This summer the lectionary takes the church through Paul’s epistle to the Romans, as good an occasion as any to attend to gospel. I recently taught the preaching class for a cohort of licensed local pastors. As part of the session, I provided them this handout. If it’s true that our natural inertia will always drift away from the gospel, then it’s always wise to revisit how to spot its imposters.
The good news of the gospel is that you can rest in the work of Christ Jesus. Faith is the state of being grasped by the new situation made possible by eschatological promise. There is now no sin other than forgiven sin. And there is now no work that is necessary for you to do for anyone other than for your neighbor. The good news of the gospel is that you can rest in the work of Christ and look to the future as promise rather than threat. Anything else, anything extra added to the finished work of Jesus Christ for you, the apostle Paul asserts, is anathema.
Anathema.
God-damned.
Once you understand the offense of the gospel and the attraction of the law, you realize that, as the church, we are always on the precipice of the very same heresy by which the Christians in Galatia were led astray from the God who called them in and through the gospel. We’re forever tempted to rip the pillow out from underneath your head, to give you something you must do, to prevent you from resting in Christ and his righteousness alone.
Therefore, it’s important to learn how to recognize a false gospel.
Here:
1. If it makes you anxious or afraid, it’s another gospel.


ACTIVITY.
Write the entries out again exactly as they stand, but without the pictures.

== DATASET EXTRACT ==

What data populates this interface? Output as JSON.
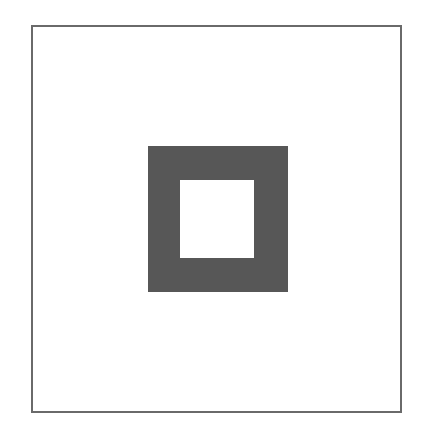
{
  "diagram": {
    "shapes": [
      {
        "type": "rect",
        "role": "frame",
        "stroke": "#6a6a6a",
        "fill": "none"
      },
      {
        "type": "rect",
        "role": "outer-square",
        "fill": "#575757"
      },
      {
        "type": "rect",
        "role": "inner-square",
        "fill": "#ffffff"
      }
    ],
    "colors": {
      "frame_stroke": "#6a6a6a",
      "square_fill": "#575757",
      "background": "#ffffff"
    }
  }
}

===

EXPECTED ANSWER.
What data populates this interface? Output as JSON.
{
  "diagram": {
    "shapes": [
      {
        "type": "rect",
        "role": "frame",
        "stroke": "#6a6a6a",
        "fill": "none"
      },
      {
        "type": "rect",
        "role": "outer-square",
        "fill": "#575757"
      },
      {
        "type": "rect",
        "role": "inner-square",
        "fill": "#ffffff"
      }
    ],
    "colors": {
      "frame_stroke": "#6a6a6a",
      "square_fill": "#575757",
      "background": "#ffffff"
    }
  }
}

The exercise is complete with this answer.